There is not a single company on earth that will say it doesn’t value collaboration, whatever that means. Same with diversity. Everyone thinks they’re the diverse and collaborative and the real problem is somewhere out there.
If you’re working in a commodity role (coding, copywriting, design, or another easily-categorizable job) then you probably don’t need to be in person in order to collaborate. Those kinds of roles are well-defined so technology supporting them has progressed to the point of not requiring you to be physically near your team.
When I worked as a software test engineer, there was zero reason we had to be in person. Stand-ups can be done on slack (they take 5 minutes anyway), and if someone is showing me how to use a new technology they can just screenshare or take a video and send it to me (like we did at my next tech job which was all remote).
I know a startup that hired its workers from a different continent, they built the app, and the founder led demo days and met with investors on his own. But here’s the big caveat: they were contractors, not cofounders.
For leaders, collaboration is not a meme.
If you are a leader, you need to be as close as possible to other decision-makers.
The proof is in the pudding.
Remote Teams, Face-to-Face Leaders
I’ve seen some articles complain about how, in a hybrid office situation, those who go in earn a career advantage over those who stay at home. AKA the younger and more schedule-flexible have an advantage over those with children.
And? Life is about tradeoffs.
I literally want to have 10 kids. I’m no anti-natalist. But I understand every decision has things you’re giving up in return—and you’re potentially sacrificing a lot when you decide to take responsibility for an entire person (or 10).
Those with ability shouldn’t be handicapped just because someone else isn’t as capable.
All that to say: if you’re not a leader but want to become a leader then you need face time (the phenomenon, not the app).
Are there people who just want a job to pay the bills and stay at home with their families? Sure thing. More power to them. There’s nothing wrong with being content where you are. But if you want to lead, you definitionally need to put in more effort than your peers.
VR and facetime will never be good enough to read someone’s body cues and build trust. we are still physical beings, no matter how much we wish we could become mere brains in a jar.

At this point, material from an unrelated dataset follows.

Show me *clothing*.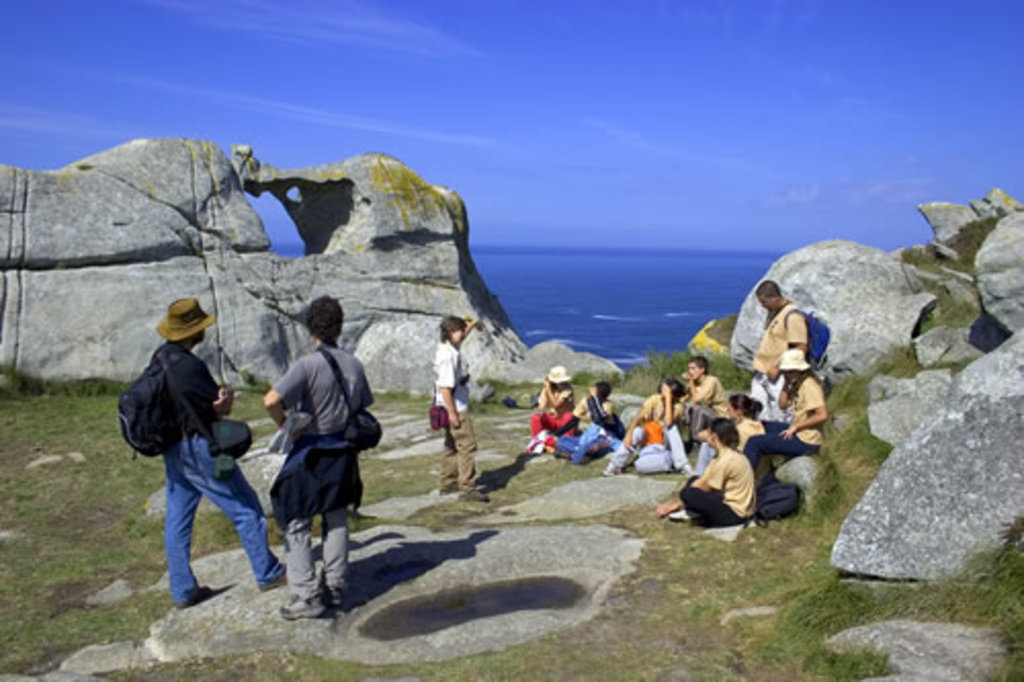
*clothing* is here: [147, 346, 279, 600].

Is Remote Better? Let the Data Decide
Maybe I’m a boomer, maybe I’m a fogey—but there is something qualitatively different about being in the same room as someone else.
Nevertheless, if you as a leader tried working remote and found it’s demonstrably better in terms of output and creativity, then great. I’m wrong and you’re right.
But the vast majority of the time, I genuinely don’t think it’s possible. Cities matter. Rooms matter. Innovation doesn’t happen in neat, 1-hour time blocks on Zoom. It happens at 11:30pm when you’ve been up for 4 hours with tech and design trying to craft the feature your customers are begging for.
I know it’s harder, especially for the introverts. That’s part of the point. You have more skin in the game.
Leaders lead from the front. If you’re not sacrificing more than the people behind you, who are you leading?